Little evidence of community spread at CCS, but wary educators, parents keep close watch

Posted
Updated:

A total of 134 people at Chatham County Schools have tested positive for COVID-19 since the district’s first day of school on Aug. 23, according to the district’s COVID-19 dashboard as of Monday morning, including one cluster of nine associated cases at Chatham Central High School documented during the second week of classes.

With more than 10,500 students and staff members, the number of positive cases since the beginning of the school year makes up 1.3% of the district’s total population. There are currently only 7 active cases, the dashboard says, or .06% of the population. The district tracks all reported positive cases — not just clusters. A cluster is defined as five or more cases that are epidemiologically related, not just five or more cases in the same building.

There is currently scant evidence of community spread of COVID-19 at CCS, likely due in part to the district’s mitigation strategies — namely, universal indoor masking. Still, as the more contagious Delta variant continues to spread, some are worried about what such trends could mean for schools.

“I mostly hope that we can stay in school and that we don’t have another outbreak or something this winter with the Delta variant,” Northwood High School junior Oliver Ewy told the News + Record after CCS’s first week of classes. “That’s something that does worry me — that we’re gonna go back online again. I could deal with that, but I would prefer to stay in school.”

In North Carolina, people ages 14 and under make up 11% of total positive COVID-19 cases, according to the state’s COVID-19 dashboard as of last Wednesday; in Chatham, that same age group makes up 9% of total cases. Nationally, children and teen COVID-19 rates are rising to rates not seen since the pandemic’s winter surge. For the majority of school-aged children, getting vaccinated is currently not an option; only people 12 and up are currently able to get vaccinated in the U.S.

Since the start of school, a few CCS teachers confidentially expressed concerns to the News + Record regarding concerning COVID-19 trends. Though CCS doesn’t currently show much community spread, within the county, cases have drastically increased over the last month. And for the first time in three months, Chatham residents are dying because of COVID-19, the News + Record reported last week.

Some teachers expressed concern with the district’s lunch protocol. Students have a 30-minute lunch period, but are strongly encouraged to eat in 15 minutes or less, with no talking while eating inside until masks are back on. That 15-minute window isn’t always strictly enforced, those teachers said. The district previously said it’s up to the individual discretion of a school principal whether students at that school eat lunch in the cafeteria, classrooms or outside.

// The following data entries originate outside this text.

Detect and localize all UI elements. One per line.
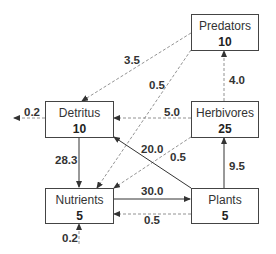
flow-label-detritus-nutrients: 28.3 — [55, 154, 77, 166]
node-plants: Plants 5 — [191, 188, 259, 224]
node-nutrients: Nutrients 5 — [45, 188, 114, 224]
node-nutrients-name: Nutrients — [46, 193, 113, 207]
node-predators: Predators 10 — [191, 14, 259, 51]
flow-label-predators-detritus: 3.5 — [124, 54, 140, 66]
flow-label-herbivores-nutrients: 0.5 — [170, 151, 186, 163]
node-detritus-value: 10 — [46, 122, 113, 137]
flow-label-nutrients-import: 0.2 — [62, 232, 78, 244]
node-detritus-name: Detritus — [46, 106, 113, 120]
flow-label-plants-herbivores: 9.5 — [229, 160, 245, 172]
arrow-predators-detritus — [82, 33, 191, 101]
node-predators-value: 10 — [192, 35, 258, 50]
node-nutrients-value: 5 — [46, 209, 113, 224]
node-herbivores-name: Herbivores — [192, 106, 258, 120]
node-plants-value: 5 — [192, 209, 258, 224]
flow-label-predators-nutrients: 0.5 — [149, 79, 165, 91]
flow-label-plants-detritus: 20.0 — [141, 143, 163, 155]
node-predators-name: Predators — [192, 19, 258, 33]
node-herbivores: Herbivores 25 — [191, 101, 259, 138]
node-herbivores-value: 25 — [192, 122, 258, 137]
node-plants-name: Plants — [192, 193, 258, 207]
flow-label-detritus-export: 0.2 — [24, 106, 40, 118]
flow-label-herbivores-predators: 4.0 — [229, 74, 245, 86]
flow-label-herbivores-detritus: 5.0 — [164, 106, 180, 118]
node-detritus: Detritus 10 — [45, 101, 114, 138]
flow-label-plants-nutrients: 0.5 — [144, 214, 160, 226]
flow-label-nutrients-plants: 30.0 — [141, 185, 163, 197]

As COVID trends have worsened in the last couple months, some parents are also concerned about the safety of in-person learning, even as most desire for their students to learn in person. Following more than a year of COVID-19-related obstacles, there’s a strong communal desire to stay in schools — but to do so safely.

A new survey funded by the Centers for Disease Control and Prevention and released last week found that from a sample of 1,448 public school parents and guardians showed many parents — especially Black and Hispanic parents — are worried enough about the Delta variant that they’d rather keep their children home to learn remotely, at least part time. The survey was released by the National Parent Teacher Association Sept. 1 and was funded by the CDC through the Atlanta-based nonprofit CDC Foundation.

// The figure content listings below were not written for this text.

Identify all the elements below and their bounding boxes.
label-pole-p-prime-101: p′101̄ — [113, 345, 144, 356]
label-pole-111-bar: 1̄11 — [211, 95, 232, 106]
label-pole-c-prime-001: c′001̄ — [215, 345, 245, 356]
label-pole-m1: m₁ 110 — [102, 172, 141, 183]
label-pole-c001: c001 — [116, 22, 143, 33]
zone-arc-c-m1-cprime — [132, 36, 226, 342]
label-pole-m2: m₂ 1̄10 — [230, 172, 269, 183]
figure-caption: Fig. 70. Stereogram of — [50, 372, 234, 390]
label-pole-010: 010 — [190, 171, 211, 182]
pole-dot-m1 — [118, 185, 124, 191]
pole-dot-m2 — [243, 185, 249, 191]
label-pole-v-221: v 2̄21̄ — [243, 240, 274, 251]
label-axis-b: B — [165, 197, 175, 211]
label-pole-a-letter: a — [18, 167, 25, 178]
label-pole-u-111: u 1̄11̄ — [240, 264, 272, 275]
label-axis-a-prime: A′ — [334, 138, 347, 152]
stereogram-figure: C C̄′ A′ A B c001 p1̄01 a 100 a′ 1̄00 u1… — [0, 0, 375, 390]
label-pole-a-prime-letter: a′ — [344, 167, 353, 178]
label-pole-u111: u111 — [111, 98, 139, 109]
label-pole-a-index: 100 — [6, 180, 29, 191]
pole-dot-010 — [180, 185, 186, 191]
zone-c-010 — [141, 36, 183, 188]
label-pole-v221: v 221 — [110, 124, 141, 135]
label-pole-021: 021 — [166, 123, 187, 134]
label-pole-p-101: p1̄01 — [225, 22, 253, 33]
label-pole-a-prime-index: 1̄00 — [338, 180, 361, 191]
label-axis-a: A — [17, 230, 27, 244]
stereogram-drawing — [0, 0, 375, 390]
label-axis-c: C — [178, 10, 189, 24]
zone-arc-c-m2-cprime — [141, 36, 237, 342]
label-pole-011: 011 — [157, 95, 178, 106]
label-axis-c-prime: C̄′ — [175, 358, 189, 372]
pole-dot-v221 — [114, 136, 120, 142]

Only 43% of parents surveyed wanted full-time in-person school for their students, following the CDC’s updated guidance on July 27 to account for the Delta variant. Before that guidance, 58% of those surveyed said they wanted their children in a classroom full time this year.

Among Black parents, 41% said they wanted a full-time in-person program after July 27, the survey found, compared with 43% of parents overall. For Hispanic parents, that figure fell to 37 percent.

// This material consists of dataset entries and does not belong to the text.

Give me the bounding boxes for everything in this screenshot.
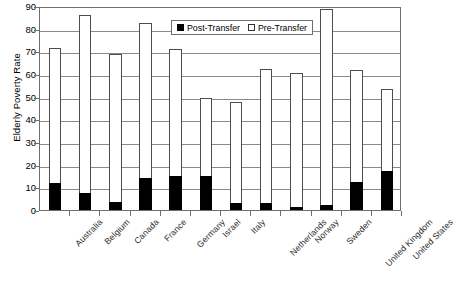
- bar-group: [221, 8, 251, 210]
- bar-post-transfer: [79, 193, 92, 210]
- x-axis-label-france: France: [162, 217, 188, 243]
- bar-pre-transfer: [79, 15, 92, 210]
- bars-layer: [40, 8, 400, 210]
- y-tick-label: 90: [14, 2, 36, 12]
- y-axis-tick-labels: 0102030405060708090: [14, 0, 36, 292]
- bar-group: [131, 8, 161, 210]
- bar-post-transfer: [230, 203, 243, 210]
- bar-group: [70, 8, 100, 210]
- chart-legend: Post-Transfer Pre-Transfer: [171, 20, 313, 35]
- bar-post-transfer: [260, 203, 273, 210]
- bar-group: [312, 8, 342, 210]
- bar-group: [342, 8, 372, 210]
- bar-pre-transfer: [320, 9, 333, 210]
- bar-group: [281, 8, 311, 210]
- y-tick-label: 10: [14, 184, 36, 194]
- bar-group: [100, 8, 130, 210]
- bar-group: [161, 8, 191, 210]
- bar-post-transfer: [290, 207, 303, 210]
- x-tick-mark: [401, 211, 402, 216]
- bar-pre-transfer: [260, 69, 273, 210]
- bar-group: [40, 8, 70, 210]
- bar-pre-transfer: [109, 54, 122, 210]
- bar-pre-transfer: [290, 73, 303, 210]
- x-axis-category-labels: AustraliaBelgiumCanadaFranceGermanyIsrae…: [39, 213, 401, 292]
- legend-item-post-transfer: Post-Transfer: [177, 23, 240, 33]
- hollow-square-icon: [248, 24, 255, 31]
- legend-item-pre-transfer: Pre-Transfer: [248, 23, 307, 33]
- bar-group: [372, 8, 402, 210]
- x-axis-label-italy: Italy: [249, 217, 268, 236]
- bar-group: [191, 8, 221, 210]
- bar-post-transfer: [200, 176, 213, 210]
- bar-post-transfer: [350, 182, 363, 210]
- y-tick-label: 60: [14, 70, 36, 80]
- bar-post-transfer: [320, 205, 333, 210]
- y-tick-label: 20: [14, 161, 36, 171]
- y-tick-label: 30: [14, 138, 36, 148]
- x-axis-label-australia: Australia: [73, 217, 104, 248]
- legend-label-post-transfer: Post-Transfer: [187, 23, 240, 33]
- filled-square-icon: [177, 24, 184, 31]
- bar-post-transfer: [381, 171, 394, 210]
- bar-post-transfer: [169, 176, 182, 210]
- x-axis-label-sweden: Sweden: [344, 217, 373, 246]
- bar-pre-transfer: [230, 102, 243, 210]
- y-tick-label: 70: [14, 48, 36, 58]
- y-tick-label: 80: [14, 25, 36, 35]
- y-tick-label: 50: [14, 93, 36, 103]
- plot-area: [39, 7, 401, 211]
- bar-group: [251, 8, 281, 210]
- y-tick-label: 0: [14, 206, 36, 216]
- bar-post-transfer: [49, 183, 62, 210]
- y-tick-label: 40: [14, 116, 36, 126]
- bar-post-transfer: [109, 202, 122, 210]
- x-axis-label-canada: Canada: [132, 217, 161, 246]
- x-axis-label-belgium: Belgium: [103, 217, 133, 247]
- bar-post-transfer: [139, 178, 152, 210]
- legend-label-pre-transfer: Pre-Transfer: [258, 23, 307, 33]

“It’s not just that parents aren’t OK,” Adam Burns, a partner at Edge Research, who led the nationwide parent survey released last week, told NBC News. “They’ve been not-OK for about 18 months.”

Nationally, some parents are concerned that their district is no longer offering a robust remote-only program, or only offering it to a select group of students. At CCS, the school’s virtual academy is open to all students, but requires a semester-long commitment, meaning in theory that the earliest students could move from in-person to virtual would be next semester. About 210 CCS students are enrolled in the virtual academy, the district previously said, compared to more than 2,000 last year.

In Chatham, CCS officials have stressed that universal indoor masking — done properly, with the right type of mask covering both a person’s mouth and nose — will play a huge role in allowing in-person classes and activities to continue.

“We still have the mask mandate for school, and I really appreciate that,” Ewy told the News + Record, “I was thinking over the summer, ‘Oh, I really hope they keep that in place.’ Because I know I wouldn’t have felt super safe if they weren’t requiring it, so I’m glad they have it.”

The district does not have any predetermined threshold of district COVID-19 cases or community spread that would move classes temporarily online, though under state legislation, it has the authority to make such decisions. Assistant Superintendent for Human Resources Janice Frazier previously told the News + Record a move online would likely only take place if positive cases led the district to be too understaffed to carry out school services.